Temperatures climbed past 113 degrees Fahrenheit. The group worked under a pop-up canopy and watched data stream across a laptop as drones traced paths over sand and rock.
The heat wasn’t the main challenge. What mattered was how the drones responded to stripped-down scenery.
The tests helped the team learn how different camera filters can track the ground in bright, flat areas. They also tried out new algorithms that help a drone select safe landing spots in cluttered terrain like Mars Hill.
“It’s incredibly exciting to see scientists using Death Valley as a proving ground for space exploration,” said Death Valley National Park Superintendent Mike Reynolds.
“It’s a powerful reminder that the park is protected not just for its scenic beauty or recreational opportunities, but as a living laboratory that actively helps us understand desert environments and worlds beyond our own.”
The crew also headed to the Dumont Dunes in the Mojave Desert. NASA tested parts of the Curiosity rover’s mobility system there in 2012, so the area is already part of the agency’s history.
Ripples across the sand gave the drones another taste of terrain without strong visual landmarks.
“Field tests give you a much more comprehensive perspective than solely looking at computer models and limited satellite images,” said JPL geologist Nathan Williams, who previously helped operate Ingenuity.
“Scientifically interesting features aren’t always located in the most benign places, so we want to be prepared to explore even more challenging terrains than Ingenuity did.”
Far from California, another team spent part of August at White Sands National Park in New Mexico. That park has supported NASA work for decades.
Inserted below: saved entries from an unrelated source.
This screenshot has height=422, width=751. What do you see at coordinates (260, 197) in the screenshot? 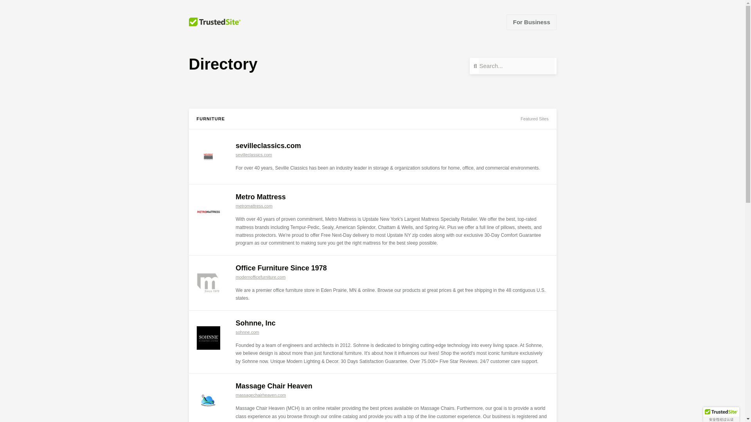
I see `Metro Mattress` at bounding box center [260, 197].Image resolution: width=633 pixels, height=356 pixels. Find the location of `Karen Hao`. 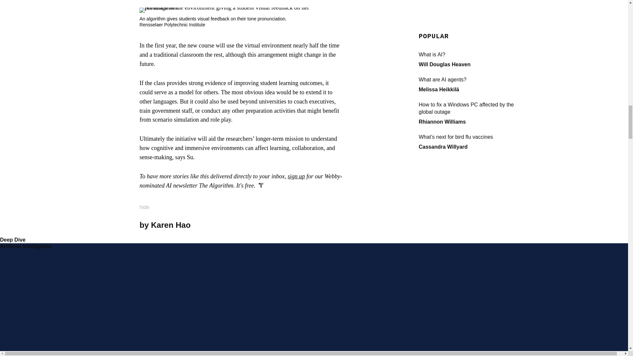

Karen Hao is located at coordinates (171, 225). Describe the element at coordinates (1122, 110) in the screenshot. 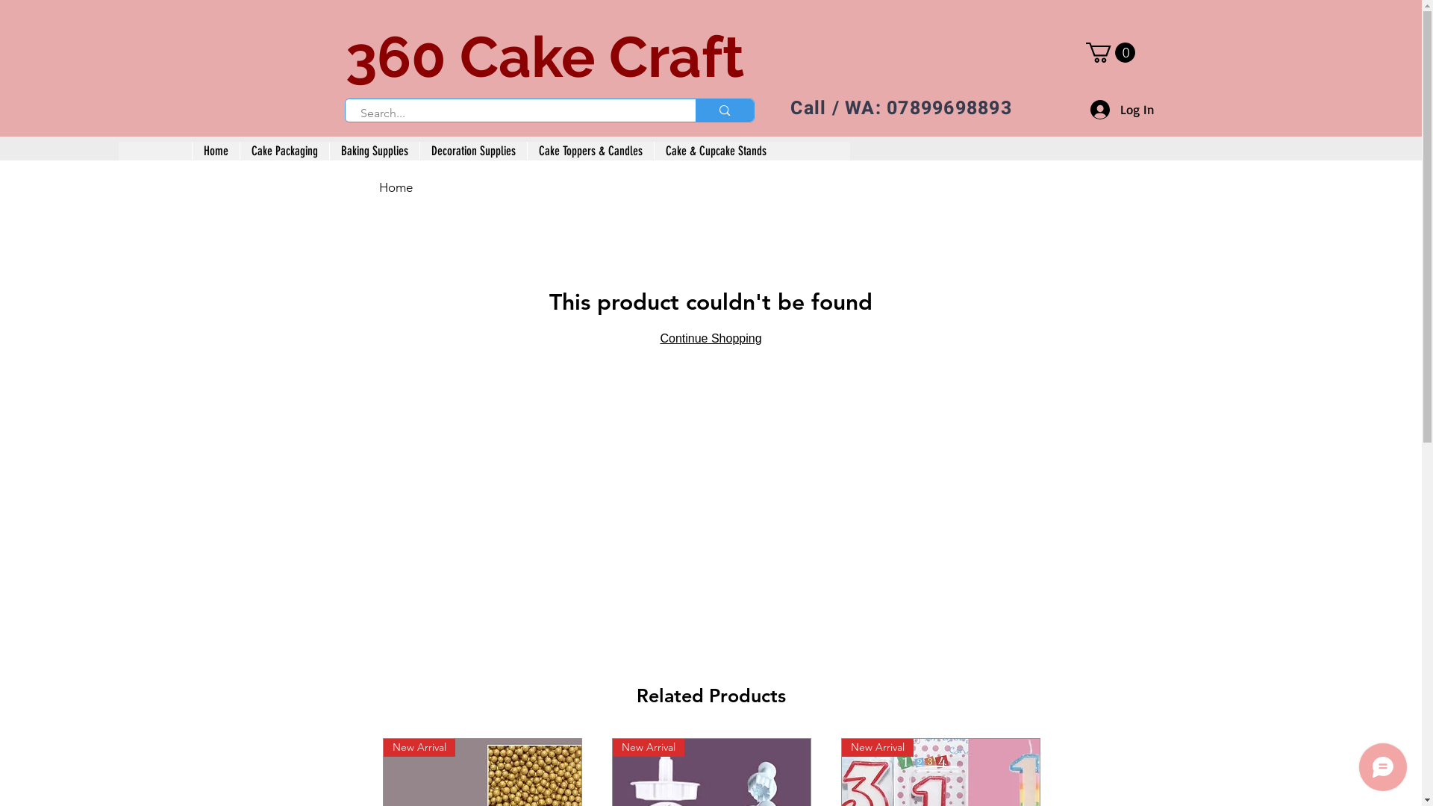

I see `Log In` at that location.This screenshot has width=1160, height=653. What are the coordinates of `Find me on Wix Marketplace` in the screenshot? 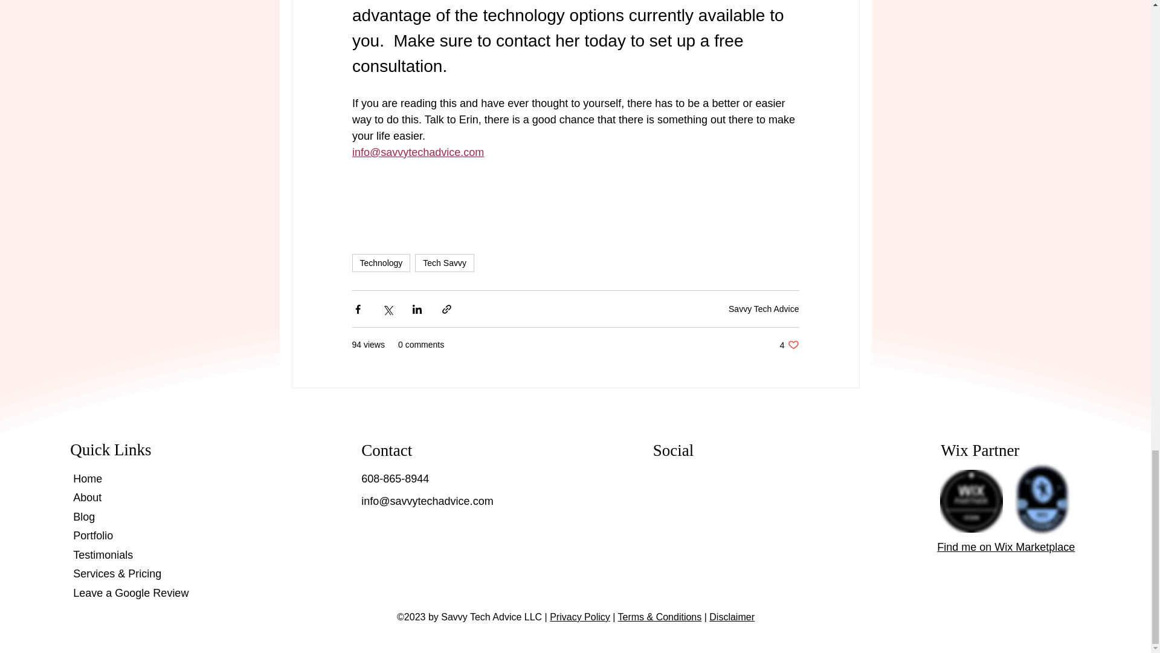 It's located at (1006, 546). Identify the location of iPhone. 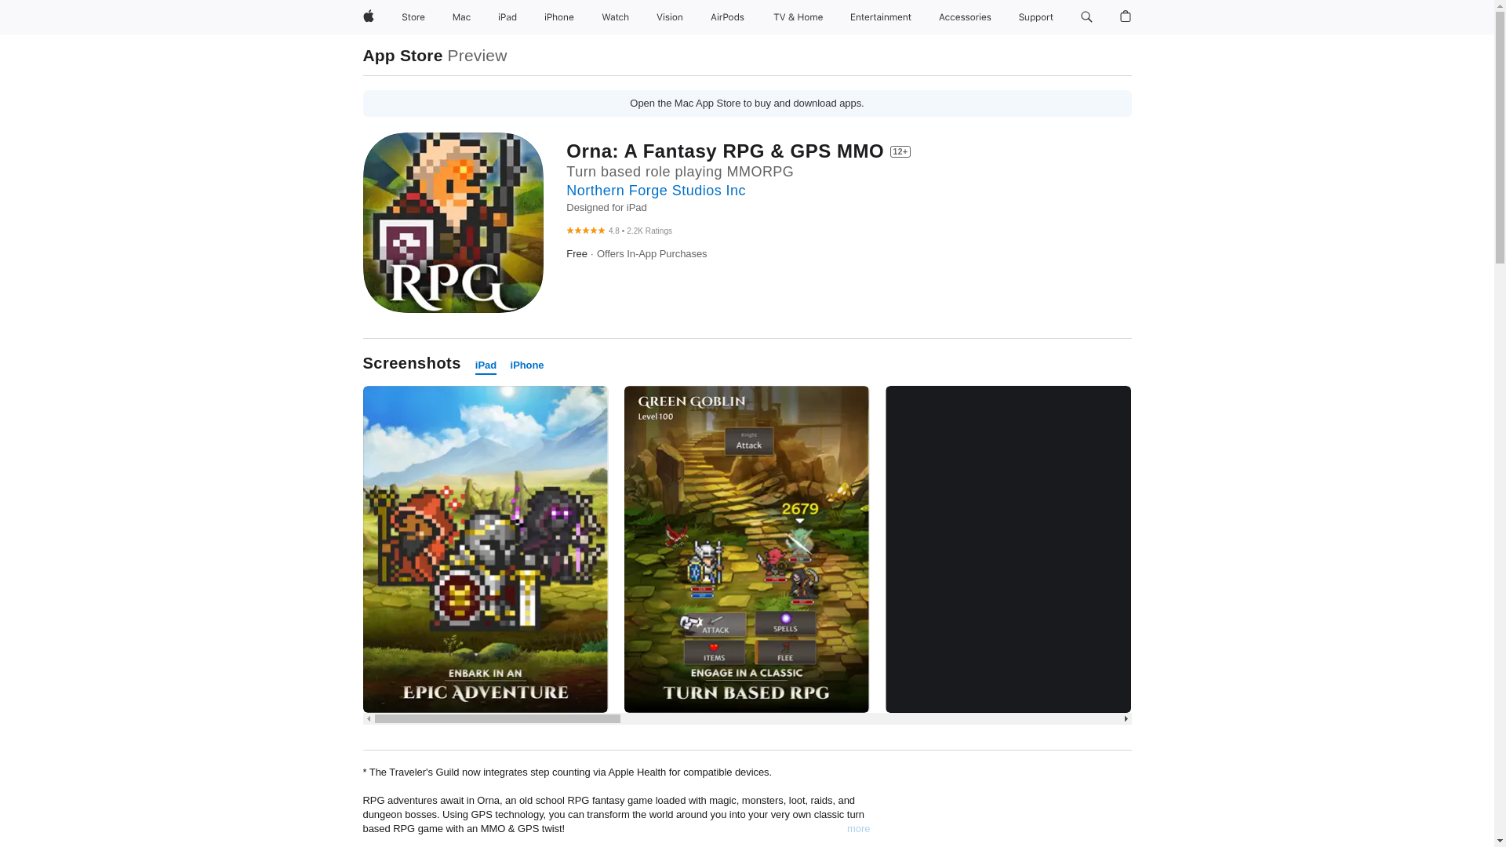
(558, 17).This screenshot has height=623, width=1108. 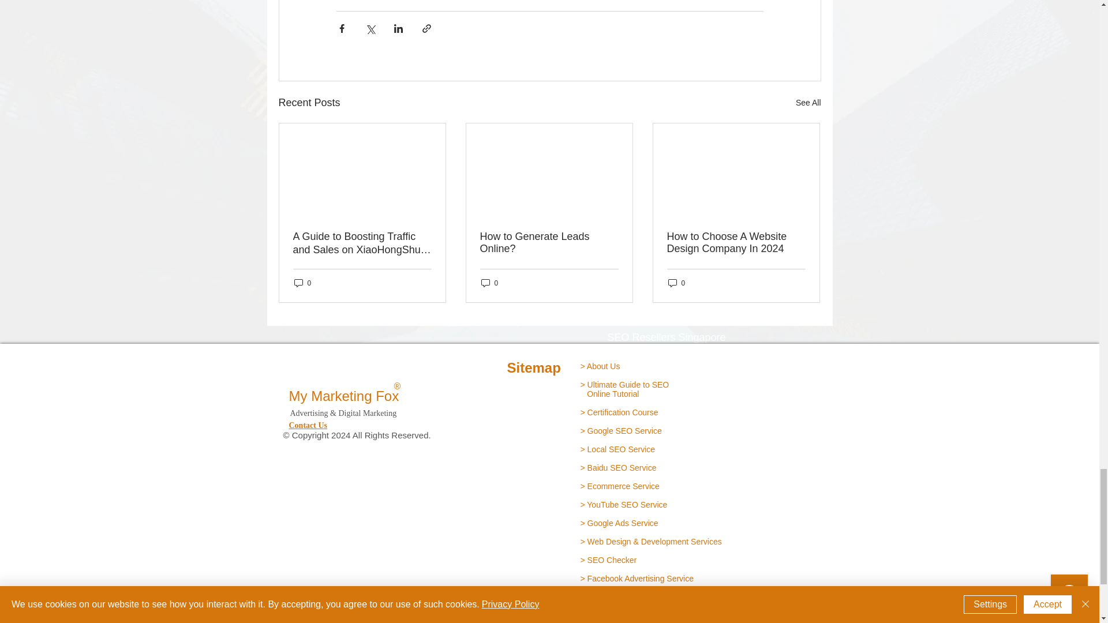 I want to click on 0, so click(x=302, y=283). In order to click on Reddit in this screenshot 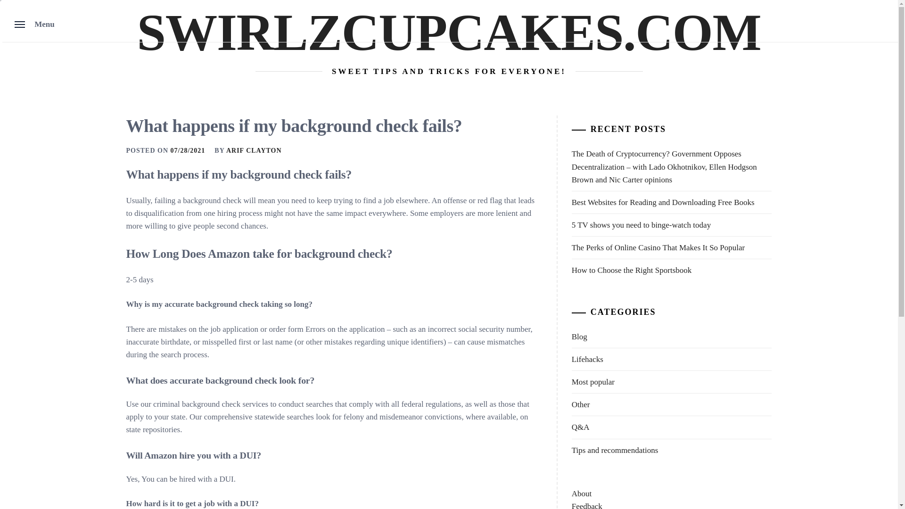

This time the focus was a robot dog known as LASSIE-M. The robot moves on four legs and senses how the ground shifts under it.
When those readings are combined with other data, LASSIE-M switches its gait to match changes in the surface, whether softer, looser, or more crusty.
The aim is to build a machine that can climb tricky slopes or unstable sand – places where a wheeled rover might get stuck.
A robot scout like this could step ahead of astronauts or other vehicles and carry instruments into areas that would otherwise be off-limits.
Yet another group is working on something very different at NASA’s Langley Research Center in Virginia. They are building a flying robot called the Mars Electric Reusable Flyer, or MERF.
The robot has a single V-shaped wing with two propellers and can lift off vertically and hover.
A full fuselage and tail would weigh too much for Mars’ thin air, so the design stays simple. While the flyer zips along at high speed, sensors on its underside map the landscape below.
At full size, MERF would stretch roughly as long as a small school bus once unfolded. Engineers have been testing a half-scale version across a field on the Langley campus.
The experts have been studying how the wing shape handles thin-air flight and how lightweight materials hold up under stress.
With projects like new power systems, sample-collection tools, and advanced autonomous software also in the mix, it’s clear NASA has many ways to expand how Mars can be explored.
Robots that fly farther, climb better, and think for themselves may someday help astronauts work faster and safer on another planet.